I’ve been working on this for four years. It’s not right to say that I’ve spent four years writing it; rather, it’s taken me that long to learn how to write a proper novel. I’m afraid that it might take me another four years to write the next volume.

Which is nonsense; I have a clear outline for the third volume, I know the ending of the second volume and all that I need to do to get there, I have many scenes written for the second and third volumes, the background and characters are all in place.

But I’m afraid – let me be clear, this means I am feeling fear – that if I revise a chapter of the novel each week for the next thirty weeks that will be all the serious writing I’ll do.

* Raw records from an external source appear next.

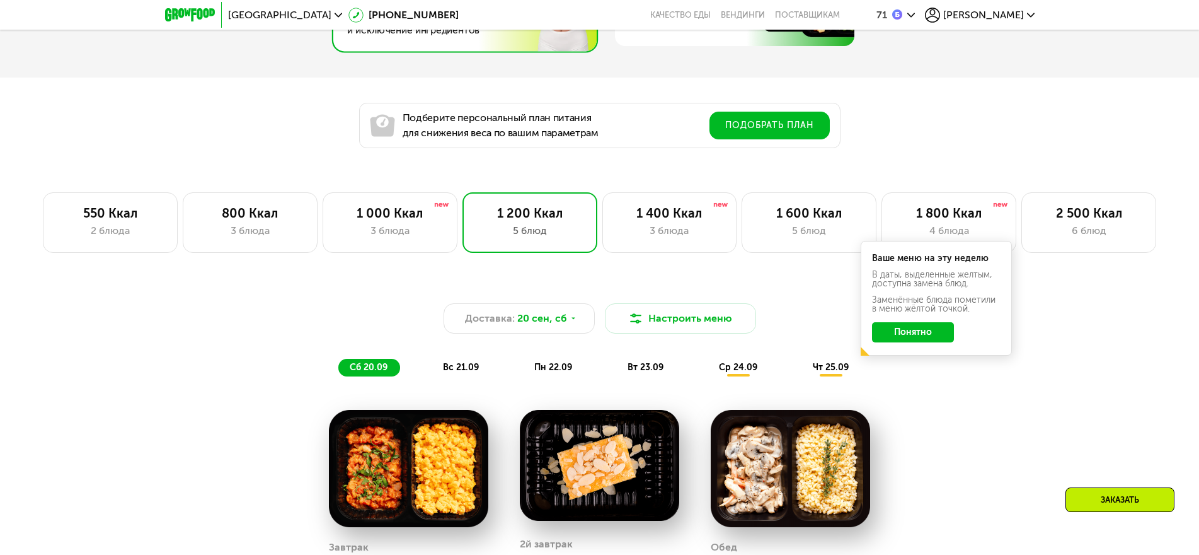  Describe the element at coordinates (670, 213) in the screenshot. I see `div: 1 400 Ккал` at that location.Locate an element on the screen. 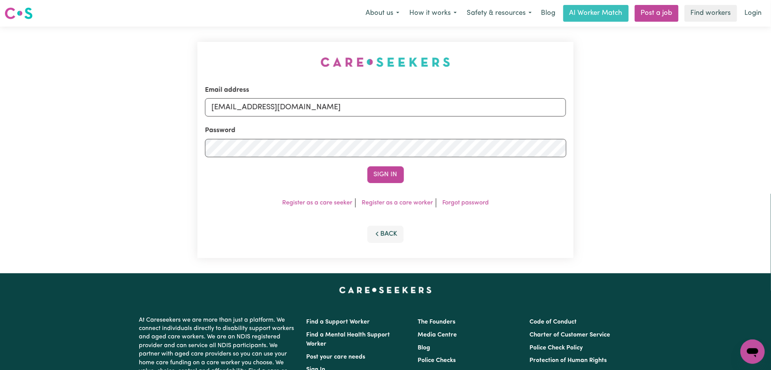  a: Find a Mental Health Support Worker is located at coordinates (349, 339).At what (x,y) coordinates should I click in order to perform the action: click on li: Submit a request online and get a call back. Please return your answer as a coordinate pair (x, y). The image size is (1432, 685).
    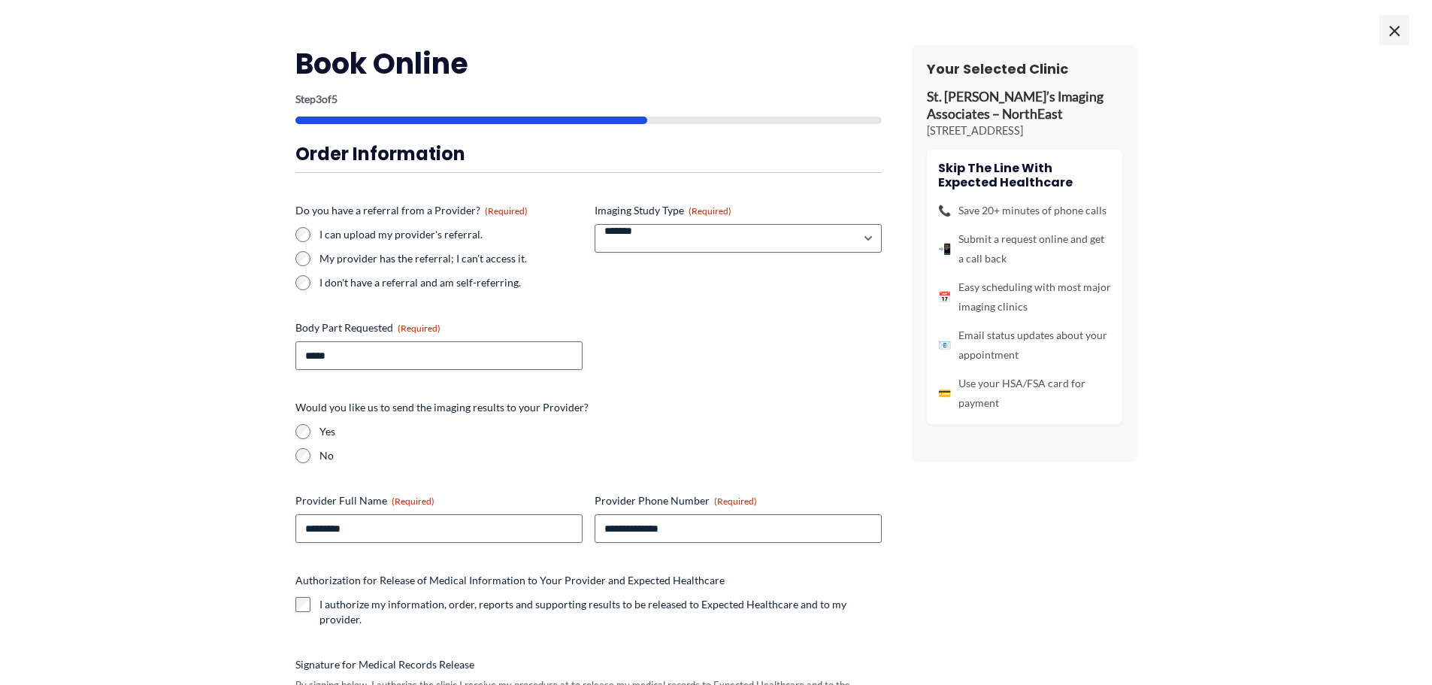
    Looking at the image, I should click on (1025, 249).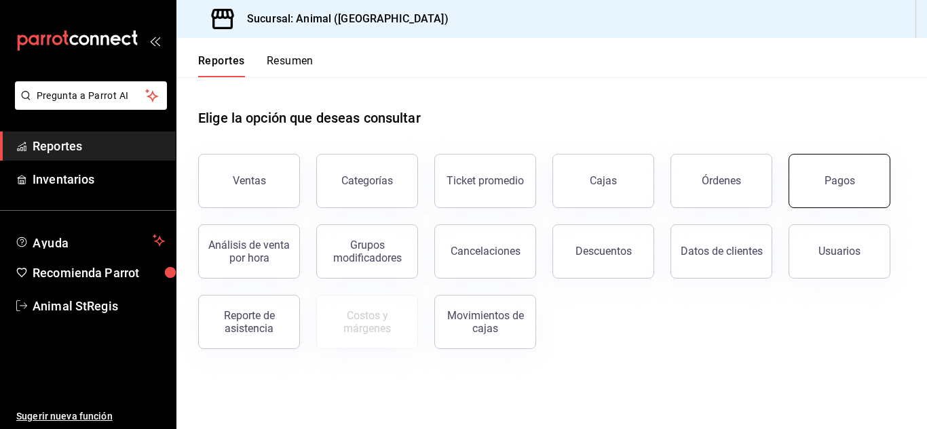  Describe the element at coordinates (367, 181) in the screenshot. I see `button: Categorías` at that location.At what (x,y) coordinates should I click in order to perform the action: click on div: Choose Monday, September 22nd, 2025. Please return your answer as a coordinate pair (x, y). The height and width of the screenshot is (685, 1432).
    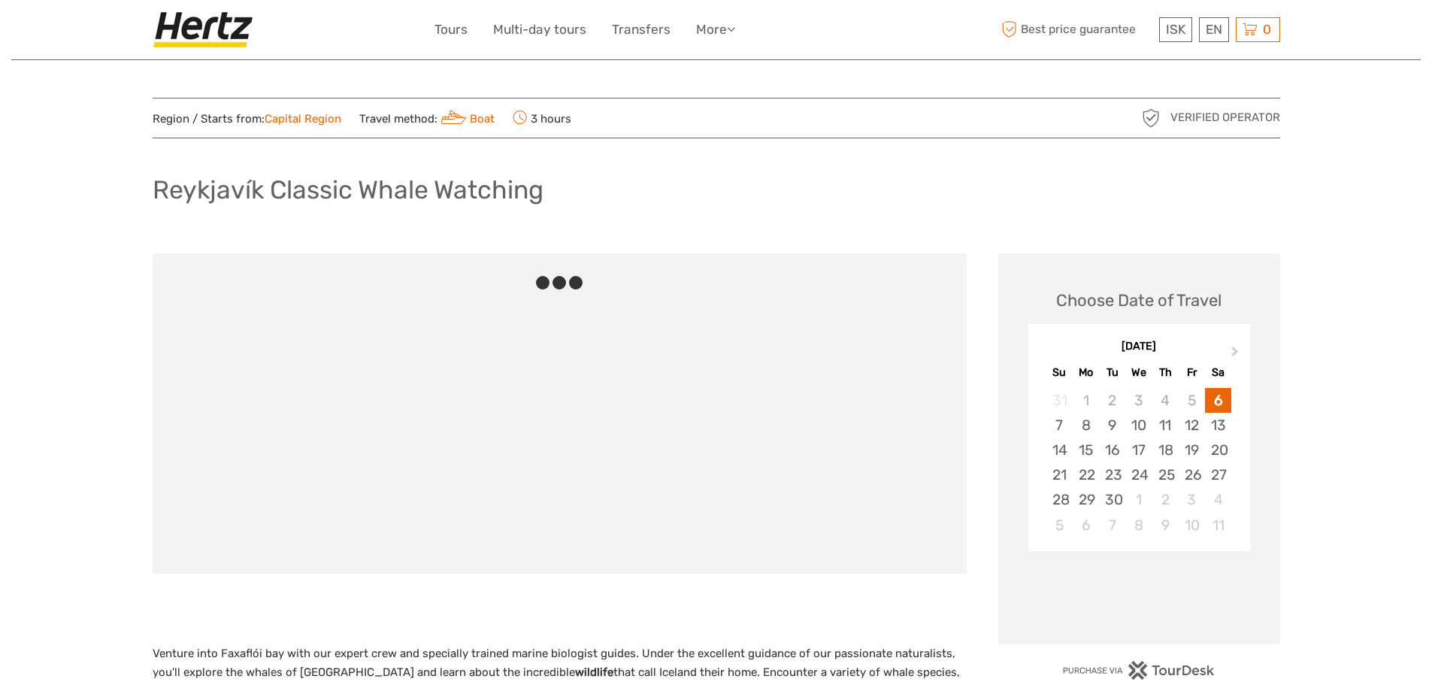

So what I need to do is to take the time to do the revisions of the novel properly – to revise, let the writer’s groups see what I’ve done, and then revise again based on their advice. And it’s going to be nearly a year before that’s done.

I can’t let that keep me from working on the next volume. I can’t let it keep me from doing my other creative work and I can’t let it keep me from taking care of my personal life. It is not time to cut corners and figure out an easier way of approaching the situation; it is time to try sack up and be a fucking mensch. Time to grow up a little more.

Time to just do what I need to do.

No wonder I’m so crabby.

3 comments:

Lutz said...

Dude, if I was doing what you're doing, I'd probably be crabby too. One novel alone is fairly ambitious, it seems, but three?

You can do what I do when frozen by multiple tasks (or try to): get really really angry to the point of screaming, then pick a job, immerse yourself, and use it as an excuse to put off the others until it's done. Usually I feel better when something -- anything -- is completed.